Book Review: 'Making the Arsenal'

Last updated : 18 November 2009 By Brian Dawes

This new novel is a title which features amongst it's many threads the general demise of Woolwich Arsenal F C which in 1910, the year in which this story is set, was very much a struggling football club. A club in dire financial straights and going into liquidation despite the best efforts of George Leavey the principle director. The story also, incidentally, contains a bit part for the aforementioned Allison whom in 1910 was working as a sports journalist and following the Woolwich team for reasons that I won't go into here.

All the Arsenal characters mentioned within the storyline were real and are kept pretty much within character, with maybe just the odd exception to assist plot development. Some who feature you may know, others will be less familiar to all bar the most hard-core Arsenal historians. One of the key figures featuring in the drama is the notorious Henry Norris who takes on the, almost, pantomime role of arch villain. A role that suits his real-life character to a tee. At the heart of the action is a (fictional) journalist, called Jacko Jones through whom all the various events of 1910 are hung together. These include the pre-war spy paranoia, the perceived anarchist threat, the miners' strikes and subsequent battles with police. There's Winston Churchill as the then Home Secretary whom Jacko just happened to know through his previous duties as a sergeant working in Section H during the Boer War. Also included is the Suffragette movement and the violence that sometimes surrounded it.

The plot is centred around a variety of venues that include the Daily Chronicle offices in Fleet Street were an ongoing battle of sarcasm between Jacko and his immediate boss ensues and peppers the story with some classic throwaway lines. Public houses, especially those around Woolwich, are quite naturally a home from home for journalists but also feature the odd Woolwich Arsenal shareholders meeting. Then of course there in the Manor Ground itself.

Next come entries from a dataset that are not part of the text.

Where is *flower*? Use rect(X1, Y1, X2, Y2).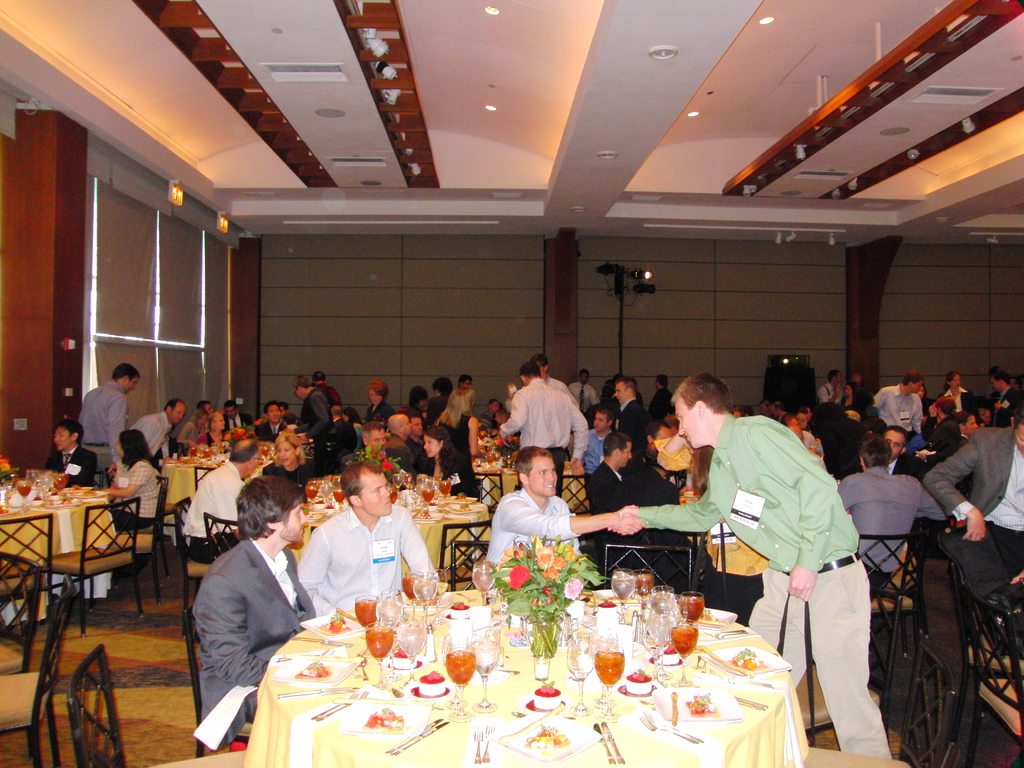
rect(0, 452, 14, 478).
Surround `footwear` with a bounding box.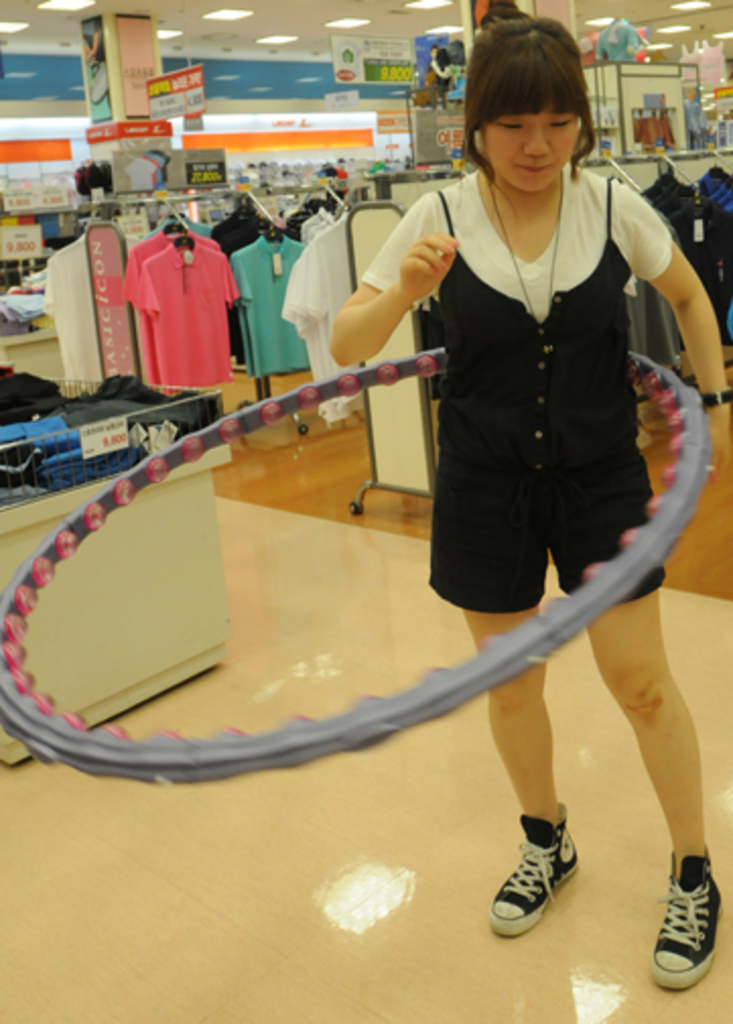
bbox=(650, 849, 725, 989).
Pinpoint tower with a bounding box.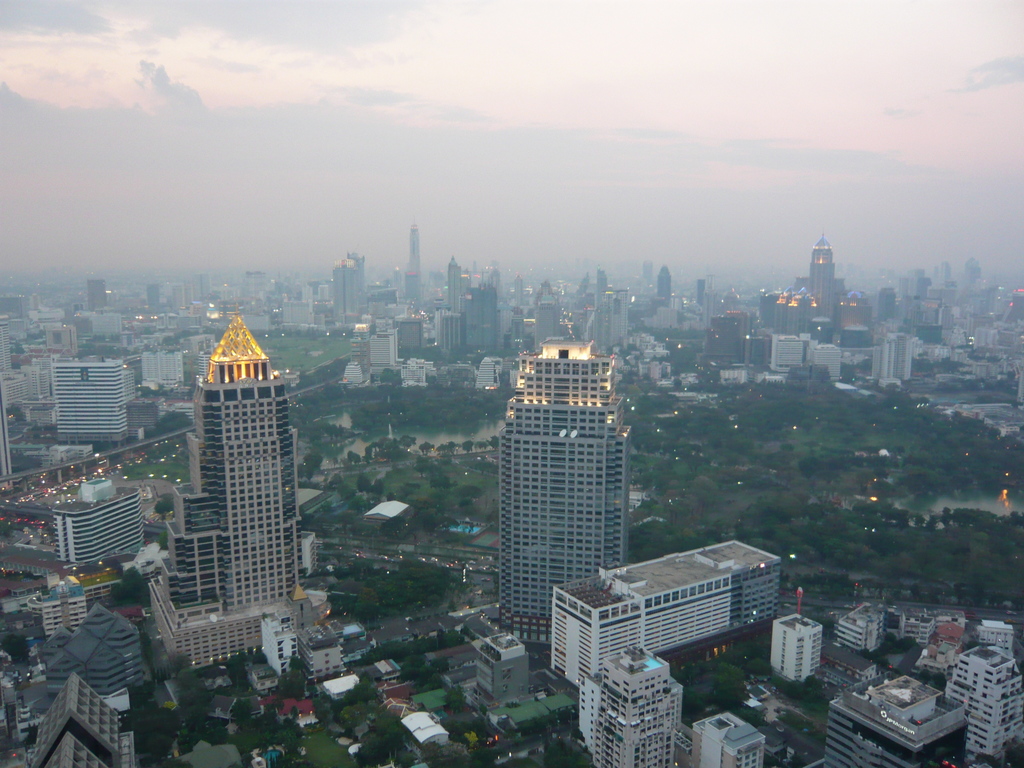
BBox(437, 308, 454, 349).
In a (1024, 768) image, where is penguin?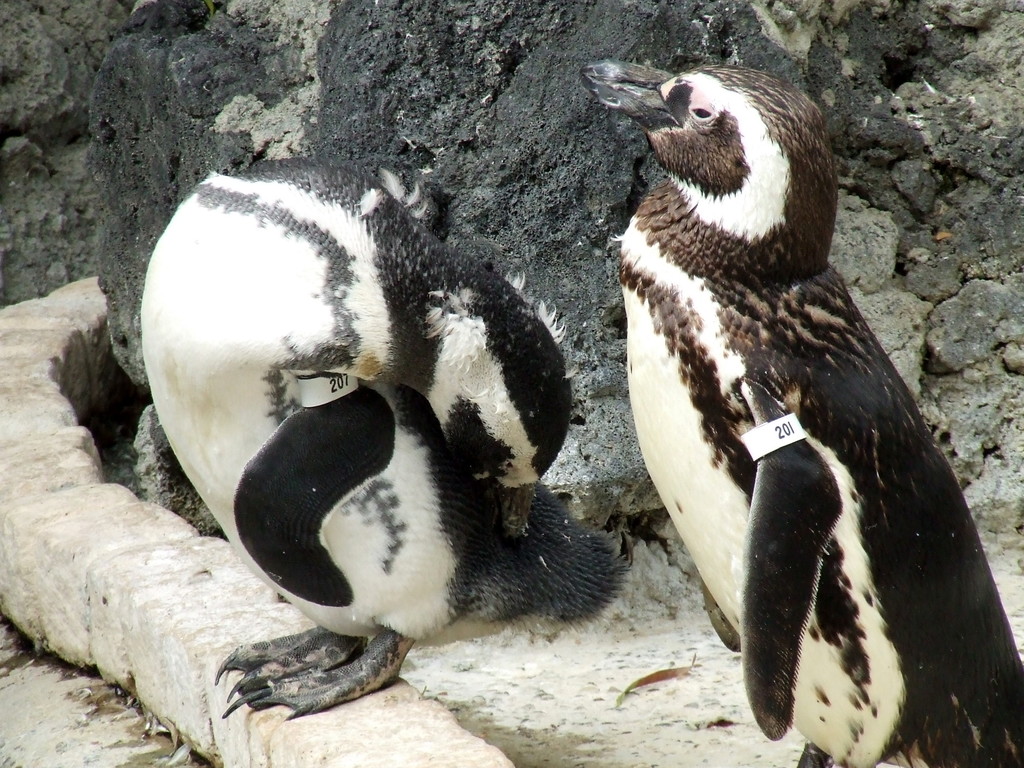
pyautogui.locateOnScreen(596, 53, 1020, 767).
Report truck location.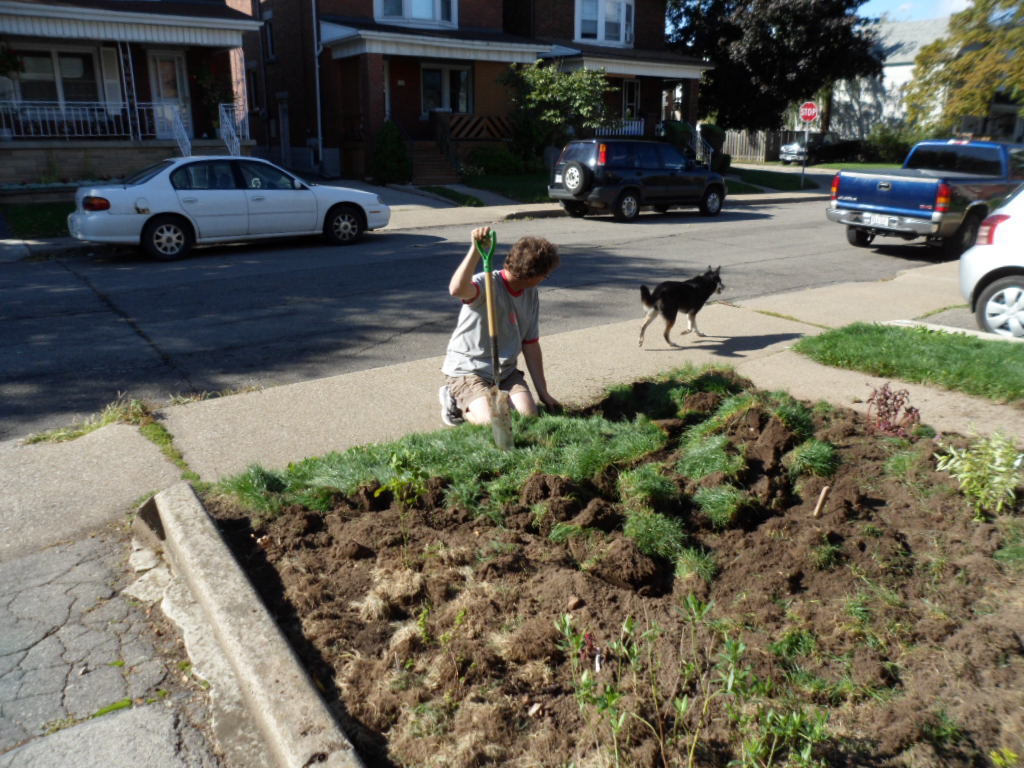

There's the odd aristocratic home in central London to visit, the War Office, the Admiralty, Jacko's parents place in the altogether more humble Wood Green, a country house and the odd football away trips that take in various Archie Leitch built stadiums. Leitch incidentally was a real-life industrial architect who was later to construct the initial Highbury Stadium. There's also a brief foray to Wales that takes in a pit strike and its ultimately predictable confrontations.

The story tends to fly off at a tangent for the odd red herring or two, but it all pulls together, albeit sometimes in a rather far-fetched manner, through our ever resourceful, often sarcastic, irreverent, sceptical and puzzled hero Jacko. Part 'Boys Own' yarn, part detective thriller the story rattles along at a pace that drags you along with it. It also catches the historical setting very engagingly with its many throwaway references to the period. Amongst other observations intermingled within the plot are those on the players and spectators at matches, the new fangled cinema, local transport, the problems and indeed rarity of long distance motor travel plus a number of contemporary authors, books and magazines get a passing mention. The general class and sexist attitudes which were later to be somewhat shattered by the First World War are a feature. But we also see cameo asides or mentions for the likes of Doctor Crippen, the John Dickman trial and the Parliament Act, all of which fit the timescale impressively.

Quite clearly the author did extensive background research to garner the feel of this particular bygone age and certainly his research on our club, on which I'm better qualified to comment, is very definitely spot on.

Making the Arsenal
Tony Attwood
Paperback £12.99
Published by Hamilton House

Available from most good bookstores but if they need to order it in make it easier for them by quoting this ISBN number: 978 1 86083 759 3. Also available from all your favourite online bookstores, although not seemingly massively cheaper.